Beyond the thousands of new residents, a few well-known chefs and restaurateurs have already announced forthcoming projects, from the latest outpost of Xi’an Famous Foods, opening at 26-19 Jackson Avenue any day now, to Dan Kluger, the Loring Place chef-restaurateur who just revealed plans for a 5,000-square-foot restaurant in Tishman Speyer’s Court Square retail-and-office tower. The target opening for that is spring 2020.

But before other high-end chefs send their biz dev teams out to scout body shops ripe for reclamation, they should probably look at how Amazon’s original Seattle headquarters affected the city’s South Lake Union neighborhood, where the online retail giant’s generously paid, lanyard-wearing masses toil.

One of Seattle’s most prolific and successful chef-restaurateurs, Ethan Stowell, sees his one South Lake Union restaurant, a branch of his Ballard Pizza Company, as an outlier in his empire. He doesn’t blame Amazon or its employees, but he suggests that unlike his other 13 restaurants — which serve residential urban neighborhoods and have earned him James Beard Award nominations as well as a devoted following — the area around Amazon HQ is a daytime-first endeavor.

When it opened in 2016, Stowell says, “We were expecting a happy-hour crowd, but that and the early dinner rush didn’t happen — or not as much as we expected.” Instead, it’s become something of a glorified slice joint, and Stowell says he considers Ballard Pizza Company more of a learning experience than anything else. “It’s not one of our neighborhood places.
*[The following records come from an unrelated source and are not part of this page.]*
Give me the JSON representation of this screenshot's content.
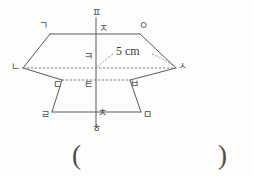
{
  "figure": {
    "dimension": {
      "value": "5",
      "unit": "cm",
      "text": "5 cm"
    },
    "vertices": [
      {
        "id": "g",
        "label": "ㄱ",
        "x": 43,
        "y": 28,
        "role": "top-face-front-left"
      },
      {
        "id": "o",
        "label": "ㅇ",
        "x": 143,
        "y": 28,
        "role": "top-face-front-right"
      },
      {
        "id": "n",
        "label": "ㄴ",
        "x": 17,
        "y": 64,
        "role": "top-face-left"
      },
      {
        "id": "s",
        "label": "ㅅ",
        "x": 178,
        "y": 63,
        "role": "top-face-right"
      },
      {
        "id": "d",
        "label": "ㄷ",
        "x": 57,
        "y": 84,
        "role": "bottom-face-back-left"
      },
      {
        "id": "b",
        "label": "ㅂ",
        "x": 134,
        "y": 83,
        "role": "bottom-face-back-right"
      },
      {
        "id": "r",
        "label": "ㄹ",
        "x": 45,
        "y": 115,
        "role": "bottom-face-front-left"
      },
      {
        "id": "m",
        "label": "ㅁ",
        "x": 145,
        "y": 115,
        "role": "bottom-face-front-right"
      },
      {
        "id": "p",
        "label": "ㅍ",
        "x": 95,
        "y": 12,
        "role": "axis-top"
      },
      {
        "id": "j",
        "label": "ㅈ",
        "x": 100,
        "y": 30,
        "role": "axis-upper"
      },
      {
        "id": "k",
        "label": "ㅋ",
        "x": 89,
        "y": 57,
        "role": "center"
      },
      {
        "id": "t",
        "label": "ㅌ",
        "x": 89,
        "y": 85,
        "role": "axis-lower-mid"
      },
      {
        "id": "ch",
        "label": "ㅊ",
        "x": 99,
        "y": 114,
        "role": "axis-lower"
      },
      {
        "id": "h",
        "label": "ㅎ",
        "x": 95,
        "y": 130,
        "role": "axis-bottom"
      }
    ],
    "edges": {
      "solid": [
        {
          "name": "edge-g-o",
          "x1": 50,
          "y1": 34,
          "x2": 140,
          "y2": 34
        },
        {
          "name": "edge-g-n",
          "x1": 50,
          "y1": 34,
          "x2": 23,
          "y2": 68
        },
        {
          "name": "edge-o-s",
          "x1": 140,
          "y1": 34,
          "x2": 176,
          "y2": 68
        },
        {
          "name": "edge-n-d",
          "x1": 23,
          "y1": 68,
          "x2": 62,
          "y2": 80
        },
        {
          "name": "edge-s-b",
          "x1": 176,
          "y1": 68,
          "x2": 130,
          "y2": 80
        },
        {
          "name": "edge-d-r",
          "x1": 62,
          "y1": 80,
          "x2": 52,
          "y2": 112
        },
        {
          "name": "edge-b-m",
          "x1": 130,
          "y1": 80,
          "x2": 141,
          "y2": 112
        },
        {
          "name": "edge-r-m",
          "x1": 52,
          "y1": 112,
          "x2": 141,
          "y2": 112
        },
        {
          "name": "axis-vertical",
          "x1": 96,
          "y1": 18,
          "x2": 96,
          "y2": 126
        }
      ],
      "dashed": [
        {
          "name": "edge-n-s-diagonal",
          "x1": 23,
          "y1": 68,
          "x2": 176,
          "y2": 68
        },
        {
          "name": "edge-d-b-hidden",
          "x1": 62,
          "y1": 80,
          "x2": 130,
          "y2": 80
        },
        {
          "name": "radius-leader",
          "x1": 96,
          "y1": 68,
          "x2": 176,
          "y2": 68
        }
      ]
    }
  },
  "answer": {
    "open_paren": "(",
    "close_paren": ")"
  }
}
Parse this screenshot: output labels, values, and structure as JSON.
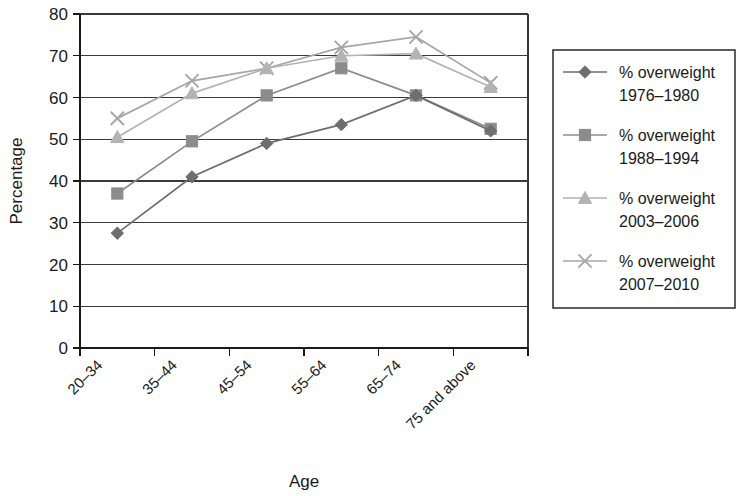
{
  "chart_data": {
    "type": "line",
    "title": "",
    "xlabel": "Age",
    "ylabel": "Percentage",
    "categories": [
      "20–34",
      "35–44",
      "45–54",
      "55–64",
      "65–74",
      "75 and above"
    ],
    "ylim": [
      0,
      80
    ],
    "yticks": [
      0,
      10,
      20,
      30,
      40,
      50,
      60,
      70,
      80
    ],
    "grid": true,
    "legend_position": "right",
    "series": [
      {
        "name": "% overweight 1976–1980",
        "label_line1": "% overweight",
        "label_line2": "1976–1980",
        "marker": "diamond",
        "color": "#6e6e6e",
        "values": [
          27.5,
          41.0,
          49.0,
          53.5,
          60.5,
          52.0
        ]
      },
      {
        "name": "% overweight 1988–1994",
        "label_line1": "% overweight",
        "label_line2": "1988–1994",
        "marker": "square",
        "color": "#8c8c8c",
        "values": [
          37.0,
          49.5,
          60.5,
          67.0,
          60.5,
          52.5
        ]
      },
      {
        "name": "% overweight 2003–2006",
        "label_line1": "% overweight",
        "label_line2": "2003–2006",
        "marker": "triangle",
        "color": "#b3b3b3",
        "values": [
          50.5,
          61.0,
          67.0,
          70.0,
          70.5,
          62.5
        ]
      },
      {
        "name": "% overweight 2007–2010",
        "label_line1": "% overweight",
        "label_line2": "2007–2010",
        "marker": "cross",
        "color": "#a6a6a6",
        "values": [
          55.0,
          64.0,
          67.0,
          72.0,
          74.5,
          63.5
        ]
      }
    ]
  },
  "axes": {
    "y_tick_labels": [
      "80",
      "70",
      "60",
      "50",
      "40",
      "30",
      "20",
      "10",
      "0"
    ],
    "y_axis_title": "Percentage",
    "x_axis_title": "Age"
  },
  "legend": {
    "entries": [
      {
        "line1": "% overweight",
        "line2": "1976–1980"
      },
      {
        "line1": "% overweight",
        "line2": "1988–1994"
      },
      {
        "line1": "% overweight",
        "line2": "2003–2006"
      },
      {
        "line1": "% overweight",
        "line2": "2007–2010"
      }
    ]
  }
}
It’s impersonal, transactional. It’s not the business we’re good at.”

What advice would he give New York restaurateurs setting their sights on LIC right now? Focus on breakfast and lunch and don’t expect much of a dinner crowd, he suggests. “You’re basically food service on a corporate campus.” Or, Stowell says, focus on the cooler nearby residential neighborhoods — Greenpoint or Williamsburg, where Amazon’s employees will head after work.

Still, it’s likely that LIC will see a burst of restaurant openings from next year into the foreseeable future, and Dutch Kills’ Boccato views the coming competition as healthy, mostly.

“A rising tide floats all boats. Generally the pioneers get their names on the plaques and the monuments,” he says, before adding a pragmatic afterthought: “For what that’s worth I could probably ride the subway.”